We have to re-create our image_import_descriptors now. We have the first thunk pointers, we have the VA's of the librarys used, so we just have to use our heads and our Hex editor to make some new image_import_descriptors.

dd 0,0,0,VA lib1,first_thunk_pointer1
dd 0,0,0,VA lib2,first_thunk_pointer2
...
dd 0,0,0,VA lib7,first_thunk_pointer7
dd 0,0,0,0,0

Our rdata section VA is 14000. We already have the first thunk pointers, our first image_import_descriptor would look like this :-

00000000 00000000 00000000 004a0100 4C400100

The best way to rebuild these is to copy the first thunk pointers into a new file, then edit this file with 'insert' turned on. Insert 3 NULL dwords in front of each pointer, and then the VA of each library name in front of each pointer. VA of each library name being its file offset + 14000h.

00014a00, 00014a0d, 00014a18, 00014a22, 00014a2f, 00014a39, 00014a45 ..

See iid1.bin / iid2.bin / iid3.bin for hands on information. Lets just follow the first first thunk pointer, then follow one of those
pointers and see the asciiz. Well, blow me, our first pointer, 0001404c points to 0000004c in our rdata section, at 0000004c is 0C4C0100 reversed is 00014c0c, points to c0c in our rdata section, at c0c is .. '_llseek',0,0,0.. This is wrong. These pointers SHOULD point 2 bytes in front of the asciiz, to the HINT.. since they point directly to the asciiz, this makes it easier to load the imports yourself, but screws windows up when it tries to load the imports. We have two choices.

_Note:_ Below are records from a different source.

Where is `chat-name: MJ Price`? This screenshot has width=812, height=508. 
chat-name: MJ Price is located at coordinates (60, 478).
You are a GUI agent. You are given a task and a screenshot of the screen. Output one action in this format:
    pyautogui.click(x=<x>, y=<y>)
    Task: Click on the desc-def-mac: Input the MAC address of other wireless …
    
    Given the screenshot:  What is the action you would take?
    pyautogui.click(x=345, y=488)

#1. subtract 2 from each pointer in the first thunk's (a lot of work).
#2. insert 2 bytes infront of the asciiz's hoping it aligns them all.

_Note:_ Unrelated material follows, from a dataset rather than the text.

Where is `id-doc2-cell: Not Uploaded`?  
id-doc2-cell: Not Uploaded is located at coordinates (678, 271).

OK, I go for #2. The first asciiz I have is 'ExitProcess', starts at 0BCEh, if I insert two bytes here, it pushes 'ExitProcess' so it begins at 0BD0h, good, then delete two bytes after the asciiz's, while were at it, paste our new image_import_descriptors back into our rdata section. 8ch bytes from offset 924h in rdata.bin, see rdata.fixed.bin if your confused. Copy fixed rdata.bin back into petgui.bin, offset 86h in petgui.bin is the number of sections. Change this from 03 to 04, rename to *.exe, ProcDump comes back into play now.

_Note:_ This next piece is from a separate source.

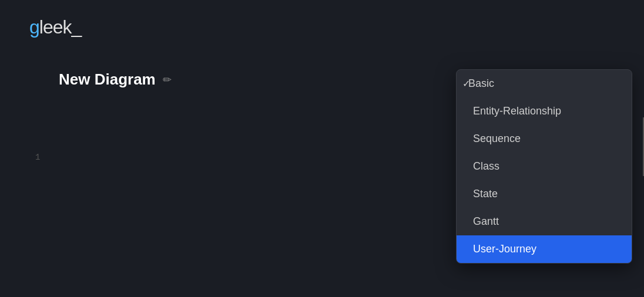 The height and width of the screenshot is (297, 644). What do you see at coordinates (544, 139) in the screenshot?
I see `menu-item-sequence: Sequence` at bounding box center [544, 139].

new entry point : 0000d578
import table    : 00014924

section v-size    v-offset  raw-size  raw-offset
code    00013000  00001000  00013000  00001000
rdata   00002000  00014000  00002000  00014000
data    000c9000  00016000  000c9000  00016000
rsrc    00002000  000df000  00002000  000df000

Save changes, run the exe, it works, pity its 900kb now though. Lets kill the un-needed NULL's from 1a000 - df000 and re-fix the PE-header (see pet.exe). Fix all sections RAW Sizes and RAW Offsets. I had problems with ProcDump, but
everything turned out OK, don't forget to fix the entry point and the directory entry for the import table.

-r!sc.


Packers Return to Main Entrance


© 1998, 1999, 2000 r!sc. 19th July 2000.